The Reality of the Green Transition
Energy is meant to supply vitality, not threaten destruction. It is the flow of life through an ecosystem.
Energy is meant to supply vitality, not threaten destruction. It is the flow of life through an ecosystem.
Maybe fighting to save the high street through the power of social enterprise and community business is the wrong fight. Maybe we should be fighting instead for ownership of these new places in the new high street?
If someone’s gut reaction is to dismiss talk of modernity’s demise as dismal doomerism, I wonder what bolsters their confidence in the opposite conclusion.
Only as visionaries will we get a realistic chance of narrowing the gap between the world we got and a world we would be happy to live in.
Did a whimsical 1960s TV sitcom presage climate migration and a reversal of urban growth? We’re not calling for a Godzilla-esque teardown of cities, but climate change is forcing a serious urban rethink. Jason, Rob, and Asher offer visions of better infrastructure, policies, and culture that you can embrace, even if your home is in the city.
In this Frankly, Nate recasts his favorite book series, the Hobbit and the Lord of the Rings by JRR Tolkien, with some speculative “archetypes” of our human world grouped by various timelines.
Melanie emphasizes the importance of engaging with the earth not as a resource but as a teacher, a source of healing and wisdom.
By changing the reality on the ground, institutions and superstructures as well as cultures, we can create positive self-reinforcing feedback loops for change. Ignoring capitalism to death.
A couple years ago a project launched at St. Michael’s Episcopal Church in Brattleboro, Vt., aimed at making the whole church campus– church, education wing, and rectory– powered 110% by clean, renewable energy by 2030.
Schneider invites us to consider a daring idea, that “online spaces could be sites of creative, radical and democratic renaissance.”
Today, let’s examine this narrative change using the example of car-centricity. My goal here is to show you the amazing things that are possible when we break free from the old way of thinking and doing.
Were we to be liberated from the shackles of petro-capitalism and its productivist whip, we would inevitably dedicate some of our hard-won free time to making more art.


▶ EXERCISE BRIEF:
Retype, exactly as written, every line from the one containing "Enclose *house* in a rectangle." through the last line of the records below, both included; skip the pictures.

(DATA FOR THE TASK)

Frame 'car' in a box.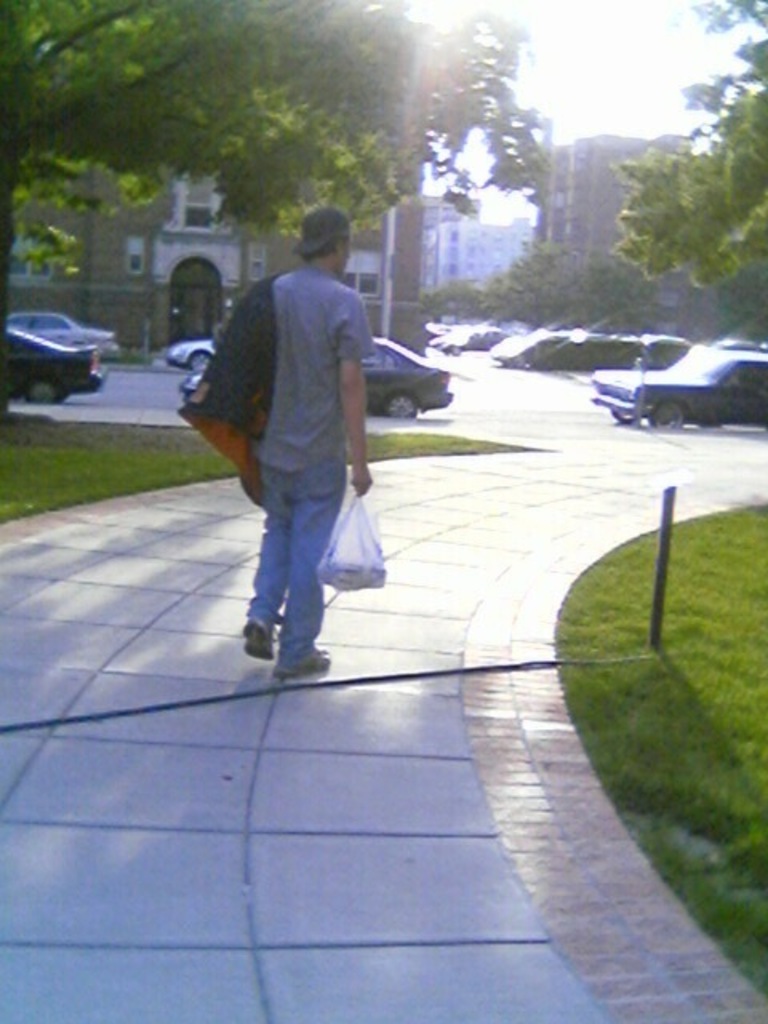
<bbox>168, 338, 221, 371</bbox>.
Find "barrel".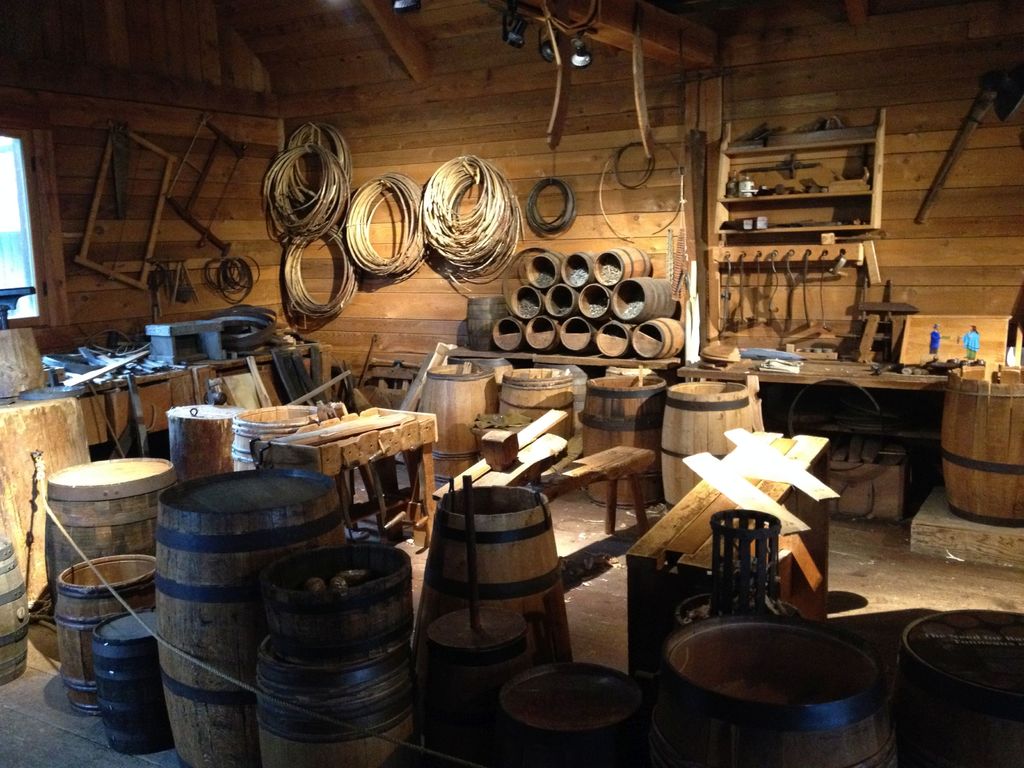
(left=39, top=447, right=175, bottom=595).
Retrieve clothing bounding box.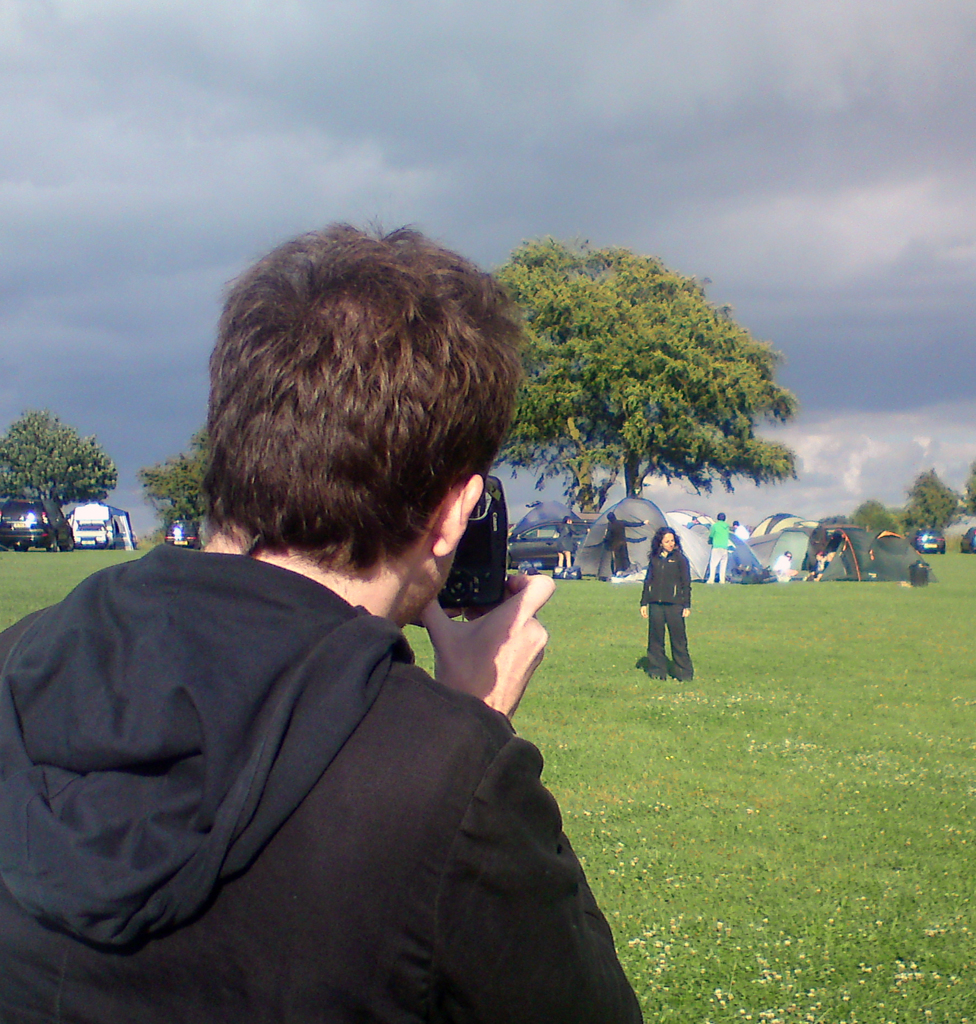
Bounding box: pyautogui.locateOnScreen(605, 518, 645, 578).
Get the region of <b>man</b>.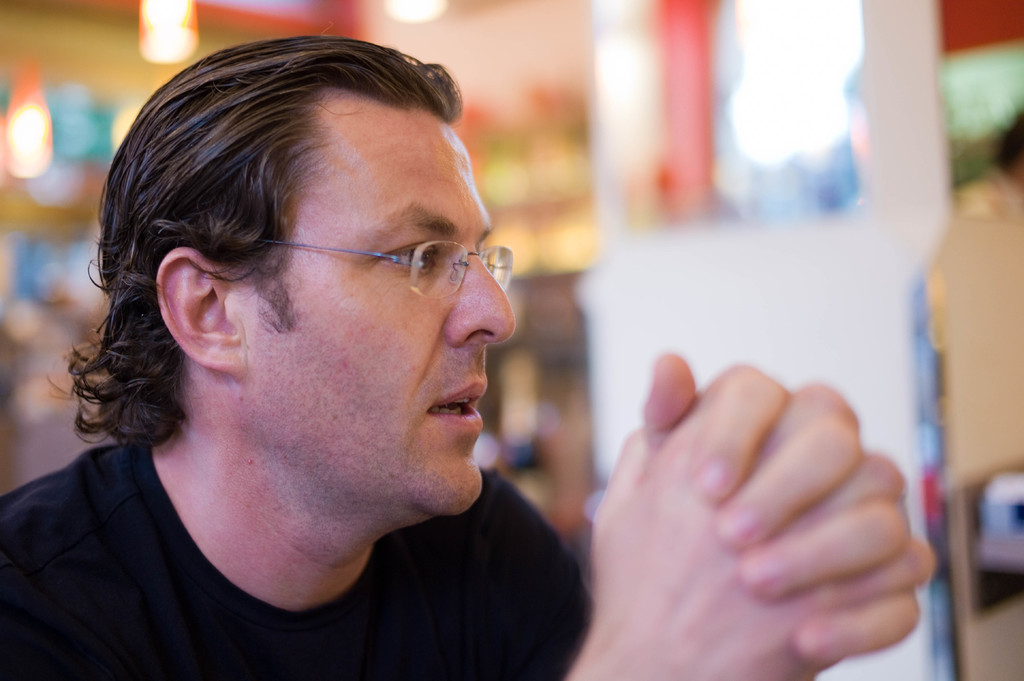
select_region(0, 35, 934, 680).
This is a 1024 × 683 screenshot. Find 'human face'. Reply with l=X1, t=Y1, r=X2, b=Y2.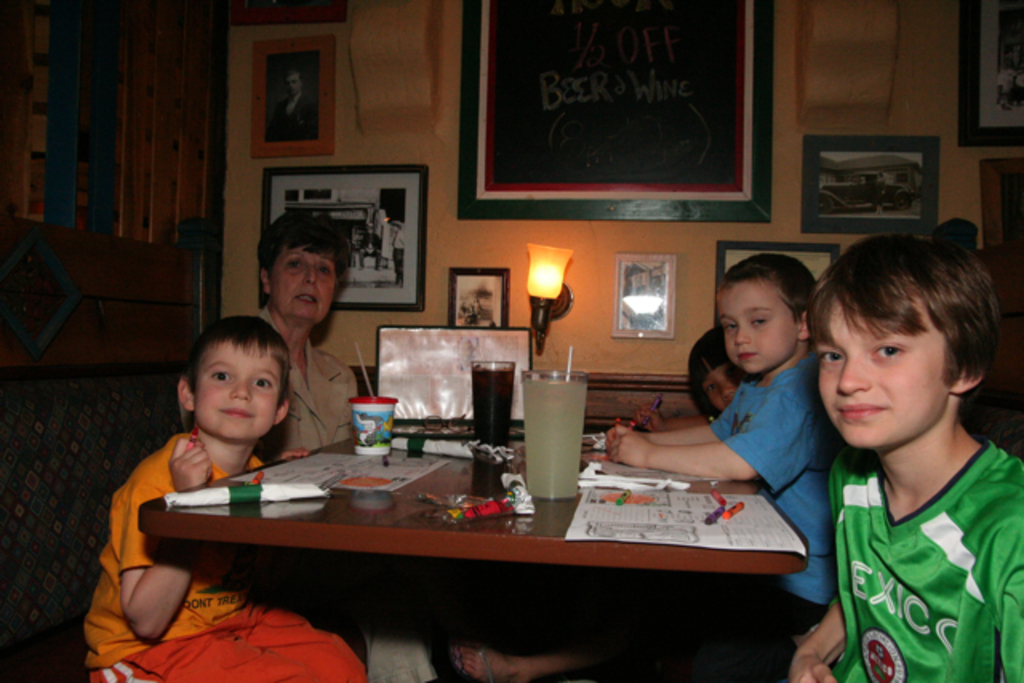
l=283, t=70, r=304, b=98.
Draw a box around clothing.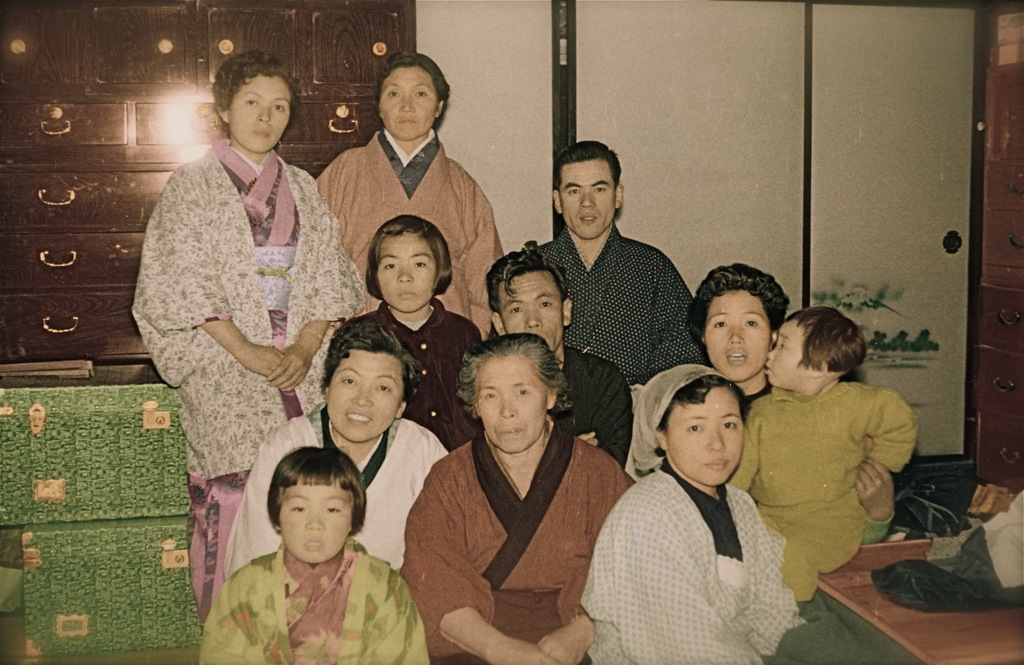
202/543/433/664.
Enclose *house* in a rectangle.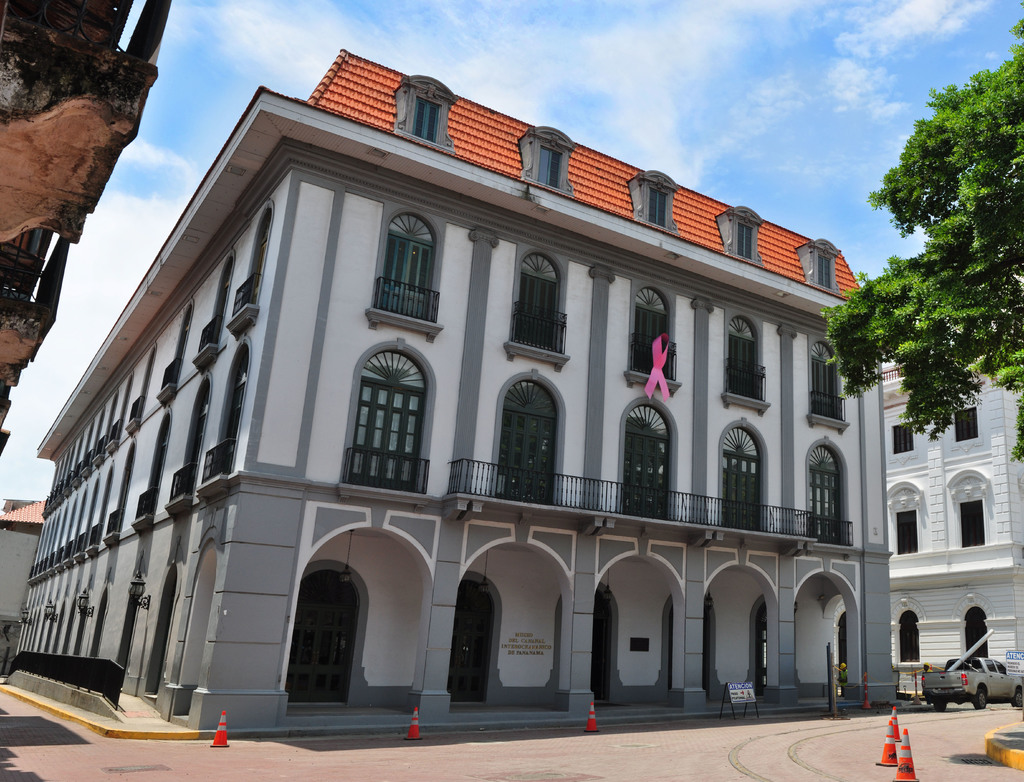
884,301,1021,680.
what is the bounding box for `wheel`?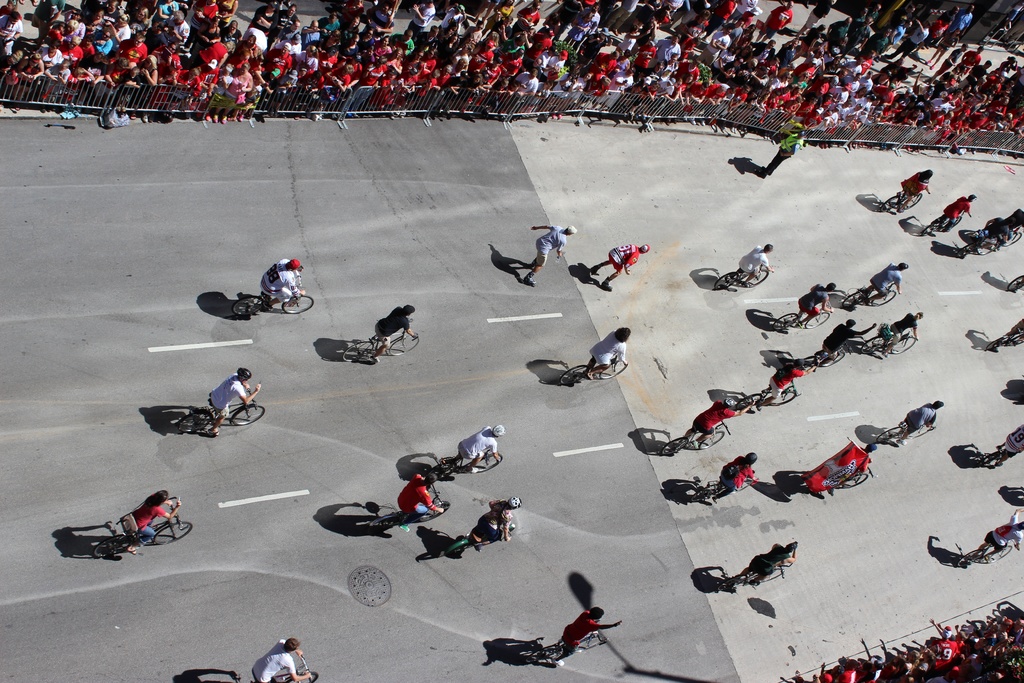
rect(837, 468, 869, 489).
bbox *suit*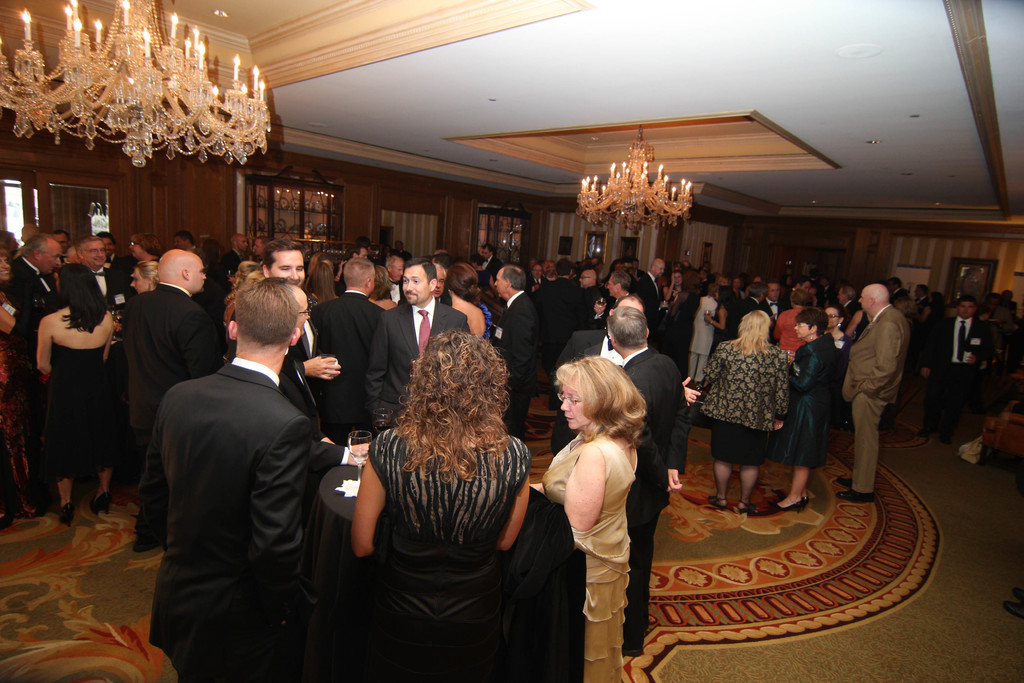
left=317, top=295, right=388, bottom=446
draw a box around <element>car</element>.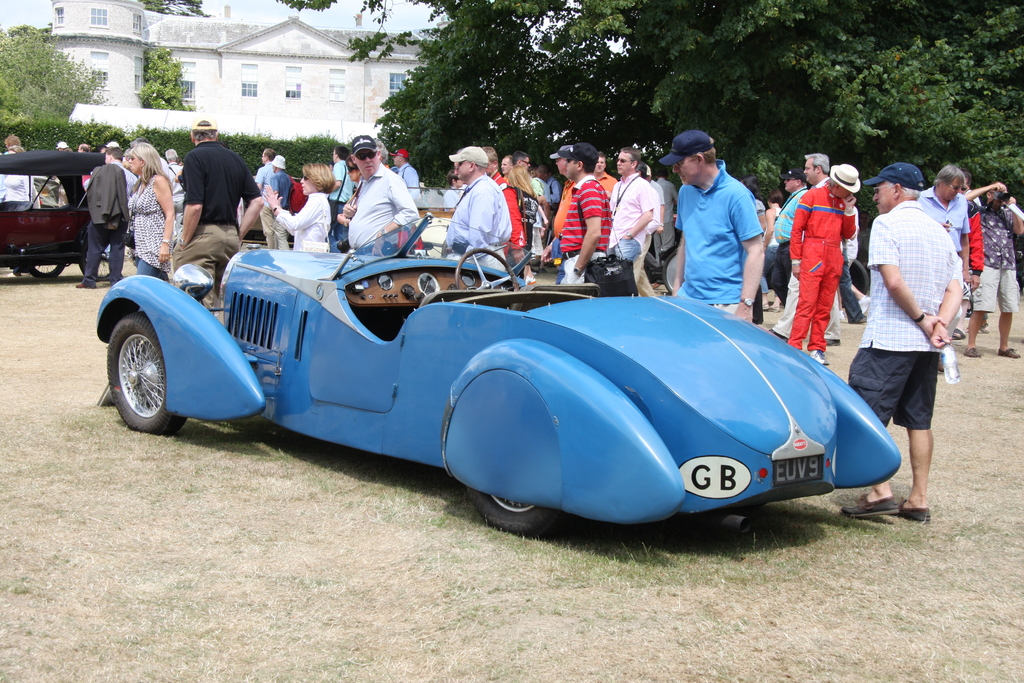
<bbox>0, 154, 118, 278</bbox>.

(End DATA FOR THE TASK)

▶ SOLVED EXERCISE:
Enclose *house* in a rectangle.
884,301,1021,680.
what is the bounding box for `wheel`?
rect(837, 468, 869, 489).
bbox *suit*
left=317, top=295, right=388, bottom=446
draw a box around <element>car</element>.
<bbox>0, 154, 118, 278</bbox>.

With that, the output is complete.